I'm no vet, but wanted to raise a caution about presuming recovered birds are no longer infectious. When my flock had apparent IB (suspected to have come by a bought-in carrier) it was quite an acute disease with very obvious symptoms of rattles, rales, mucus and general unwellness (the quickness of disease spread, low mortality, severity of symptoms and ensuing permanent wrinkly eggs and runny albumen were also fairly indicative). I isolated that flock and when they were all apparently well again (after several weeks of seeing no respiratory signs, though of course the egg shell issues seemed permanent) I brought in some new layers. These new birds all caught the disease and went on to have eggshell and other problems. I tried 3 times to raise chicks to laying age only to have them catch IB on the way and not be able to lay properly when the time came.
Finally, reluctantly, I culled and cleaned the pens. After about two weeks I bought replacements. They never ever caught or showed symptoms of IB (over about 5 years). I feel it's impossible to know where the original disease came from, but I do suspect it was brought in by a carrier-chicken and not by wild , or I feel I would have seen the disease again.
This is from the Merck Veterinary Manual (
http://www.merckvetmanual.com/mvm/index.jsp?cfile=htm/bc/206500.htm):
'Naturally infected chickens and those vaccinated with live IBV may intermittently shed virus for many weeks or even months. Virus infection in layers and breeders occurs cyclically as immunity declines or on exposure to different serotypes.'
I don't mean to contradict expert veterinary advice, but I do feel there's good reason to be cautious about seemingly-recovered birds.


Each record must be copied in full and unchanged; any image it holds is excluded.

+===+

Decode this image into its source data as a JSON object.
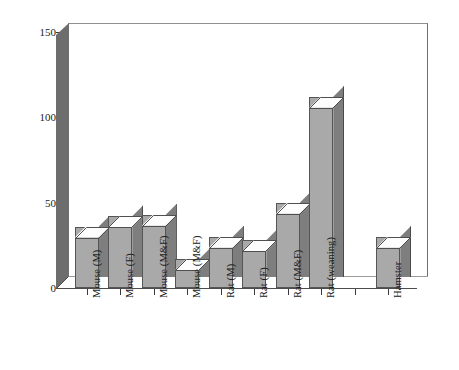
{
  "chart_data": {
    "type": "bar",
    "title": "",
    "xlabel": "",
    "ylabel": "mg/kg body weight",
    "ylim": [
      0,
      155
    ],
    "yticks": [
      0,
      50,
      100,
      150
    ],
    "ytick_labels": [
      "0",
      "50",
      "100",
      "150"
    ],
    "grid": false,
    "legend": false,
    "style": "3d-bars",
    "categories": [
      "Mouse (M)",
      "Mouse (F)",
      "Mouse (M&F)",
      "Mouse (M&F)",
      "Rat (M)",
      "Rat (F)",
      "Rat (M&F)",
      "Rat (weaning)",
      "",
      "Hamster"
    ],
    "values": [
      36,
      42,
      43,
      17,
      30,
      28,
      50,
      112,
      null,
      30
    ],
    "units": "mg/kg body weight"
  },
  "colors": {
    "bar_front": "#a9a9a9",
    "bar_side": "#7e7e7e",
    "bar_top": "#fdfdfd",
    "bar_outline": "#555555",
    "axis_wall": "#6d6d6d",
    "axis_line": "#3a3a3a",
    "background": "#ffffff",
    "text": "#1a1a1a"
  }
}
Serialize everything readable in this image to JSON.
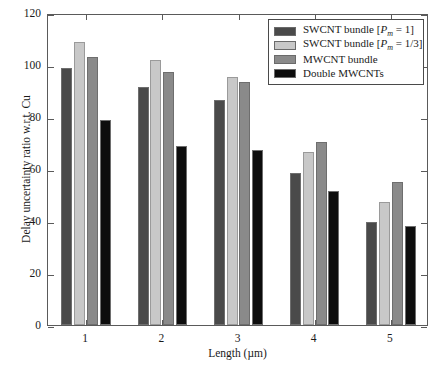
{
  "chart_data": {
    "type": "bar",
    "title": "",
    "xlabel": "Length (µm)",
    "ylabel": "Delay uncertainty ratio w.r.t. Cu",
    "categories": [
      "1",
      "2",
      "3",
      "4",
      "5"
    ],
    "yticks": [
      "0",
      "20",
      "40",
      "60",
      "80",
      "100",
      "120"
    ],
    "ylim": [
      0,
      120
    ],
    "grid": false,
    "legend_position": "top-right",
    "series": [
      {
        "name": "SWCNT bundle [Pm = 1]",
        "legend_html": "SWCNT bundle [<i>P</i><sub>m</sub> = 1]",
        "color": "#4a4a4a",
        "values": [
          99,
          91.5,
          86.5,
          58.5,
          39.5
        ]
      },
      {
        "name": "SWCNT bundle [Pm = 1/3]",
        "legend_html": "SWCNT bundle [<i>P</i><sub>m</sub> = 1/3]",
        "color": "#c8c8c8",
        "values": [
          109,
          102,
          95.5,
          66.5,
          47.5
        ]
      },
      {
        "name": "MWCNT bundle",
        "legend_html": "MWCNT bundle",
        "color": "#8a8a8a",
        "values": [
          103,
          97.5,
          93.5,
          70.5,
          55
        ]
      },
      {
        "name": "Double MWCNTs",
        "legend_html": "Double MWCNTs",
        "color": "#0d0d0d",
        "values": [
          79,
          69,
          67.5,
          51.5,
          38
        ]
      }
    ]
  },
  "axes": {
    "frame_color": "#5a5a5a",
    "background": "#ffffff"
  }
}
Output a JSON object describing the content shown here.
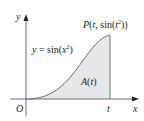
{
  "figure": {
    "axes": {
      "x_label": "x",
      "y_label": "y",
      "origin_label": "O",
      "t_tick_label": "t"
    },
    "curve": {
      "equation_prefix": "y = sin(x",
      "equation_exp": "2",
      "equation_suffix": ")",
      "function": "sin(x^2)"
    },
    "point": {
      "prefix": "P(t, sin(t",
      "exp": "2",
      "suffix": "))"
    },
    "area": {
      "label": "A(t)"
    },
    "colors": {
      "fill": "#e6e7e8",
      "stroke": "#6d6e71",
      "axis": "#6d6e71",
      "text": "#231f20"
    }
  }
}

+===+

- [WRITTEN SOLUTION]
Decode this image into its source data as a JSON object.
{
  "chart_data": {
    "type": "bar",
    "title": "",
    "xlabel": "",
    "ylabel": "mg/kg body weight",
    "ylim": [
      0,
      155
    ],
    "yticks": [
      0,
      50,
      100,
      150
    ],
    "ytick_labels": [
      "0",
      "50",
      "100",
      "150"
    ],
    "grid": false,
    "legend": false,
    "style": "3d-bars",
    "categories": [
      "Mouse (M)",
      "Mouse (F)",
      "Mouse (M&F)",
      "Mouse (M&F)",
      "Rat (M)",
      "Rat (F)",
      "Rat (M&F)",
      "Rat (weaning)",
      "",
      "Hamster"
    ],
    "values": [
      36,
      42,
      43,
      17,
      30,
      28,
      50,
      112,
      null,
      30
    ],
    "units": "mg/kg body weight"
  },
  "colors": {
    "bar_front": "#a9a9a9",
    "bar_side": "#7e7e7e",
    "bar_top": "#fdfdfd",
    "bar_outline": "#555555",
    "axis_wall": "#6d6d6d",
    "axis_line": "#3a3a3a",
    "background": "#ffffff",
    "text": "#1a1a1a"
  }
}
Serialize everything readable in this image to JSON.
{
  "chart_data": {
    "type": "bar",
    "title": "",
    "xlabel": "Length (µm)",
    "ylabel": "Delay uncertainty ratio w.r.t. Cu",
    "categories": [
      "1",
      "2",
      "3",
      "4",
      "5"
    ],
    "yticks": [
      "0",
      "20",
      "40",
      "60",
      "80",
      "100",
      "120"
    ],
    "ylim": [
      0,
      120
    ],
    "grid": false,
    "legend_position": "top-right",
    "series": [
      {
        "name": "SWCNT bundle [Pm = 1]",
        "legend_html": "SWCNT bundle [<i>P</i><sub>m</sub> = 1]",
        "color": "#4a4a4a",
        "values": [
          99,
          91.5,
          86.5,
          58.5,
          39.5
        ]
      },
      {
        "name": "SWCNT bundle [Pm = 1/3]",
        "legend_html": "SWCNT bundle [<i>P</i><sub>m</sub> = 1/3]",
        "color": "#c8c8c8",
        "values": [
          109,
          102,
          95.5,
          66.5,
          47.5
        ]
      },
      {
        "name": "MWCNT bundle",
        "legend_html": "MWCNT bundle",
        "color": "#8a8a8a",
        "values": [
          103,
          97.5,
          93.5,
          70.5,
          55
        ]
      },
      {
        "name": "Double MWCNTs",
        "legend_html": "Double MWCNTs",
        "color": "#0d0d0d",
        "values": [
          79,
          69,
          67.5,
          51.5,
          38
        ]
      }
    ]
  },
  "axes": {
    "frame_color": "#5a5a5a",
    "background": "#ffffff"
  }
}
Output a JSON object describing the content shown here.
{
  "figure": {
    "axes": {
      "x_label": "x",
      "y_label": "y",
      "origin_label": "O",
      "t_tick_label": "t"
    },
    "curve": {
      "equation_prefix": "y = sin(x",
      "equation_exp": "2",
      "equation_suffix": ")",
      "function": "sin(x^2)"
    },
    "point": {
      "prefix": "P(t, sin(t",
      "exp": "2",
      "suffix": "))"
    },
    "area": {
      "label": "A(t)"
    },
    "colors": {
      "fill": "#e6e7e8",
      "stroke": "#6d6e71",
      "axis": "#6d6e71",
      "text": "#231f20"
    }
  }
}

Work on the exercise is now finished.